> [Aim of the task] The records below must be transcribed precisely and in full.

> [Measurement reading data]
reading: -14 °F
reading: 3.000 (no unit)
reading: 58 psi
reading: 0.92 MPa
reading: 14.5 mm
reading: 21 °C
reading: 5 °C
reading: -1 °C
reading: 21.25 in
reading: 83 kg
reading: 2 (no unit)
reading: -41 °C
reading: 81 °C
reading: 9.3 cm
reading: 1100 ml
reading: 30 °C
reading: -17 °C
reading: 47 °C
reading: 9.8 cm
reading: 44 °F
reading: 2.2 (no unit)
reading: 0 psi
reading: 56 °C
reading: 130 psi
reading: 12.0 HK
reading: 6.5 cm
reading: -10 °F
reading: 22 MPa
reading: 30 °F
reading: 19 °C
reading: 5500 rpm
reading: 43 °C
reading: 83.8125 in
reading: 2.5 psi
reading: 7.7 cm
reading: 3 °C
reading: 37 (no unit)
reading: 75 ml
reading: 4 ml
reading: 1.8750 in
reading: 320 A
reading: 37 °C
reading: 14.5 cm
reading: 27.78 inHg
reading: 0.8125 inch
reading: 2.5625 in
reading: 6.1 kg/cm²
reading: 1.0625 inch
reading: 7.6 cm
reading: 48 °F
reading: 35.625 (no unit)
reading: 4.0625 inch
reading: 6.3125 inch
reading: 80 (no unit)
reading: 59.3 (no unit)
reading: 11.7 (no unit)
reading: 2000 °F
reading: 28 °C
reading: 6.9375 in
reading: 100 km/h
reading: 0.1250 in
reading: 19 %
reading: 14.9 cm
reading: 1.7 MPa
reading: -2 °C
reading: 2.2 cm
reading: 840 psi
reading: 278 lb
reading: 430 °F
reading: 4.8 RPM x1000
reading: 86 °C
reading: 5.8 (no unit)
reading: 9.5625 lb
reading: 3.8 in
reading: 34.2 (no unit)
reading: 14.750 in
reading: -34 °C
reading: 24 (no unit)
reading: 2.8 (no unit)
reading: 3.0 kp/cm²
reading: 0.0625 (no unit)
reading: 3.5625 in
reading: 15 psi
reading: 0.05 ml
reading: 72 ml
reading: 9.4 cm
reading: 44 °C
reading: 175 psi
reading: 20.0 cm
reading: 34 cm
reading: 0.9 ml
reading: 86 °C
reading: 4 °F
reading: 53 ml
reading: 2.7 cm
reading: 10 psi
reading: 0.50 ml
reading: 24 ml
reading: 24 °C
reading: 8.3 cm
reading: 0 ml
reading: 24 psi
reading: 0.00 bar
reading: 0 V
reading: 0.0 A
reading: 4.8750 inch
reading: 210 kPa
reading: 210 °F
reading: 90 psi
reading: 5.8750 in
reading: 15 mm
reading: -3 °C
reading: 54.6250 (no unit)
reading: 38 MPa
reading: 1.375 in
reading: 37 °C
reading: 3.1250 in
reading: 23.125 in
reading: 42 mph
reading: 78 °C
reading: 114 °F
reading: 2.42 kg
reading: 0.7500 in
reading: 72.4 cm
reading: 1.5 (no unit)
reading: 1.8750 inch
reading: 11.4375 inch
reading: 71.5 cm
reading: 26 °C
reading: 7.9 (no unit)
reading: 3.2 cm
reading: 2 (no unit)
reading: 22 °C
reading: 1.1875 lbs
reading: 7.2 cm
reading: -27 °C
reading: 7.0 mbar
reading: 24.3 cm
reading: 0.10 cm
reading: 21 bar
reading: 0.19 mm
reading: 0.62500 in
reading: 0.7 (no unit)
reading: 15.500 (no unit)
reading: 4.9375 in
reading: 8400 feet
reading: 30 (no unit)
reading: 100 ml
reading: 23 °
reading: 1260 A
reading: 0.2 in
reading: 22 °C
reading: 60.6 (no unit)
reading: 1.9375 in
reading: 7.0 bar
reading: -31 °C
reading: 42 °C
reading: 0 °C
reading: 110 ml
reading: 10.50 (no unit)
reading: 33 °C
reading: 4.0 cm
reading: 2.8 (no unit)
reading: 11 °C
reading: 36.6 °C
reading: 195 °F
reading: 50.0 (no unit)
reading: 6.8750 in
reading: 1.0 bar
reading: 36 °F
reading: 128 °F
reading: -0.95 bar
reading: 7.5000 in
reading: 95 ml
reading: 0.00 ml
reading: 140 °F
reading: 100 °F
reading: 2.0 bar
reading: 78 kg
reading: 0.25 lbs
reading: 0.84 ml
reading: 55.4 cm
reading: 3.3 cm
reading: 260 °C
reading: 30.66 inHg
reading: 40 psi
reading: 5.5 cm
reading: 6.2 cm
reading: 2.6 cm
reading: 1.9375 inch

> [Result of this exercise]
reading: -14 °F
reading: 3.000 (no unit)
reading: 58 psi
reading: 0.92 MPa
reading: 14.5 mm
reading: 21 °C
reading: 5 °C
reading: -1 °C
reading: 21.25 in
reading: 83 kg
reading: 2 (no unit)
reading: -41 °C
reading: 81 °C
reading: 9.3 cm
reading: 1100 ml
reading: 30 °C
reading: -17 °C
reading: 47 °C
reading: 9.8 cm
reading: 44 °F
reading: 2.2 (no unit)
reading: 0 psi
reading: 56 °C
reading: 130 psi
reading: 12.0 HK
reading: 6.5 cm
reading: -10 °F
reading: 22 MPa
reading: 30 °F
reading: 19 °C
reading: 5500 rpm
reading: 43 °C
reading: 83.8125 in
reading: 2.5 psi
reading: 7.7 cm
reading: 3 °C
reading: 37 (no unit)
reading: 75 ml
reading: 4 ml
reading: 1.8750 in
reading: 320 A
reading: 37 °C
reading: 14.5 cm
reading: 27.78 inHg
reading: 0.8125 inch
reading: 2.5625 in
reading: 6.1 kg/cm²
reading: 1.0625 inch
reading: 7.6 cm
reading: 48 °F
reading: 35.625 (no unit)
reading: 4.0625 inch
reading: 6.3125 inch
reading: 80 (no unit)
reading: 59.3 (no unit)
reading: 11.7 (no unit)
reading: 2000 °F
reading: 28 °C
reading: 6.9375 in
reading: 100 km/h
reading: 0.1250 in
reading: 19 %
reading: 14.9 cm
reading: 1.7 MPa
reading: -2 °C
reading: 2.2 cm
reading: 840 psi
reading: 278 lb
reading: 430 °F
reading: 4.8 RPM x1000
reading: 86 °C
reading: 5.8 (no unit)
reading: 9.5625 lb
reading: 3.8 in
reading: 34.2 (no unit)
reading: 14.750 in
reading: -34 °C
reading: 24 (no unit)
reading: 2.8 (no unit)
reading: 3.0 kp/cm²
reading: 0.0625 (no unit)
reading: 3.5625 in
reading: 15 psi
reading: 0.05 ml
reading: 72 ml
reading: 9.4 cm
reading: 44 °C
reading: 175 psi
reading: 20.0 cm
reading: 34 cm
reading: 0.9 ml
reading: 86 °C
reading: 4 °F
reading: 53 ml
reading: 2.7 cm
reading: 10 psi
reading: 0.50 ml
reading: 24 ml
reading: 24 °C
reading: 8.3 cm
reading: 0 ml
reading: 24 psi
reading: 0.00 bar
reading: 0 V
reading: 0.0 A
reading: 4.8750 inch
reading: 210 kPa
reading: 210 °F
reading: 90 psi
reading: 5.8750 in
reading: 15 mm
reading: -3 °C
reading: 54.6250 (no unit)
reading: 38 MPa
reading: 1.375 in
reading: 37 °C
reading: 3.1250 in
reading: 23.125 in
reading: 42 mph
reading: 78 °C
reading: 114 °F
reading: 2.42 kg
reading: 0.7500 in
reading: 72.4 cm
reading: 1.5 (no unit)
reading: 1.8750 inch
reading: 11.4375 inch
reading: 71.5 cm
reading: 26 °C
reading: 7.9 (no unit)
reading: 3.2 cm
reading: 2 (no unit)
reading: 22 °C
reading: 1.1875 lbs
reading: 7.2 cm
reading: -27 °C
reading: 7.0 mbar
reading: 24.3 cm
reading: 0.10 cm
reading: 21 bar
reading: 0.19 mm
reading: 0.62500 in
reading: 0.7 (no unit)
reading: 15.500 (no unit)
reading: 4.9375 in
reading: 8400 feet
reading: 30 (no unit)
reading: 100 ml
reading: 23 °
reading: 1260 A
reading: 0.2 in
reading: 22 °C
reading: 60.6 (no unit)
reading: 1.9375 in
reading: 7.0 bar
reading: -31 °C
reading: 42 °C
reading: 0 °C
reading: 110 ml
reading: 10.50 (no unit)
reading: 33 °C
reading: 4.0 cm
reading: 2.8 (no unit)
reading: 11 °C
reading: 36.6 °C
reading: 195 °F
reading: 50.0 (no unit)
reading: 6.8750 in
reading: 1.0 bar
reading: 36 °F
reading: 128 °F
reading: -0.95 bar
reading: 7.5000 in
reading: 95 ml
reading: 0.00 ml
reading: 140 °F
reading: 100 °F
reading: 2.0 bar
reading: 78 kg
reading: 0.25 lbs
reading: 0.84 ml
reading: 55.4 cm
reading: 3.3 cm
reading: 260 °C
reading: 30.66 inHg
reading: 40 psi
reading: 5.5 cm
reading: 6.2 cm
reading: 2.6 cm
reading: 1.9375 inch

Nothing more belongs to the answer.